Little Women (1949) Directed by Mervyn LeRoy, screenplay by Sally Benson, Victor Heerman, Sarah Y. Mason, and Andrew Solt
Why re-write a script that’s already perfect? Mervyn LeRoy’s 1949 Technicolor update lifted most of the screenplay and music from Cukor’s version, throwing in an on-trend acting line-up of June Allyson (Jo), Janet Leigh (Meg), Elizabeth Taylor (Amy) and Margaret O’Brien (Beth).
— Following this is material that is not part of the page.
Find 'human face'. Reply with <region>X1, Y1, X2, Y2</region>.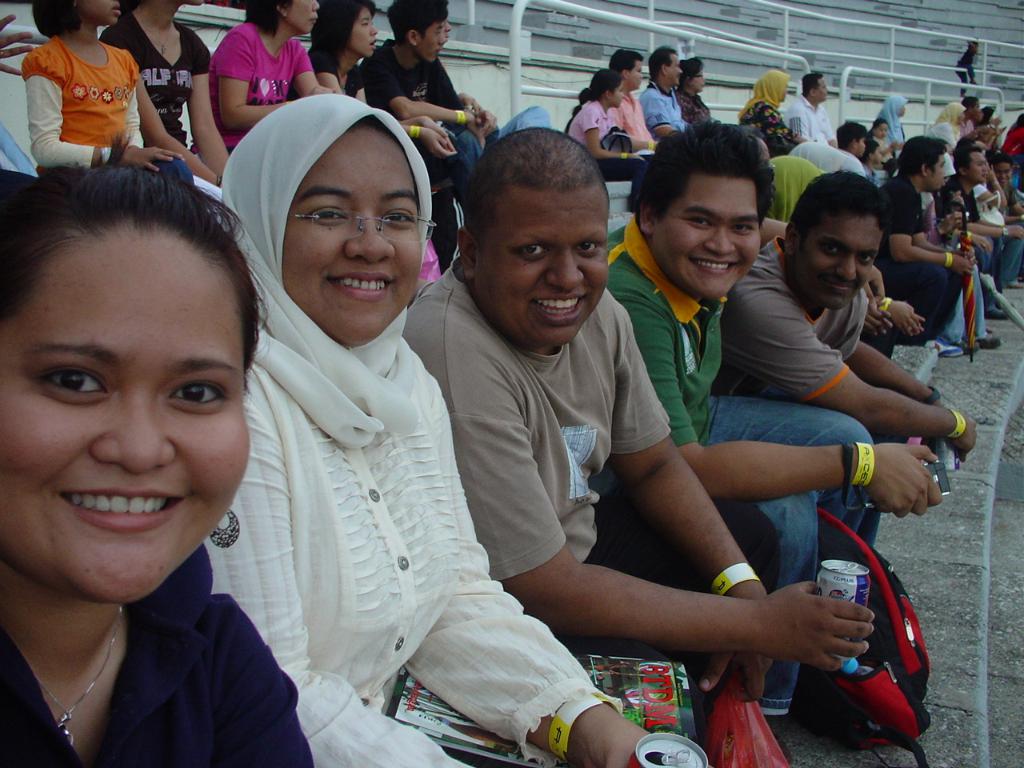
<region>0, 242, 253, 616</region>.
Never mind who played Laurie in this version (okay, okay, it was hunky Rat-Packing socialite Peter Lawford); the real tea here is the American film debut of Bologna-born Italian great Rossano (The Italian Job) Brazzi, as Professor Bhaer.
Letterboxd ranking: #2. “This is the best Little Women, fight me,” DylanDog declares. “I’m so impressed by the fact that they rewrote/restructured/padded out the 1933 screenplay, assembled a nearly pitch-perfect cast, and made such a fantastic Technicolor remake,” Dino reasons. “We actually see way more of the novel’s subversive gender politics play out here, and Jo’s motivations are much more palpable.”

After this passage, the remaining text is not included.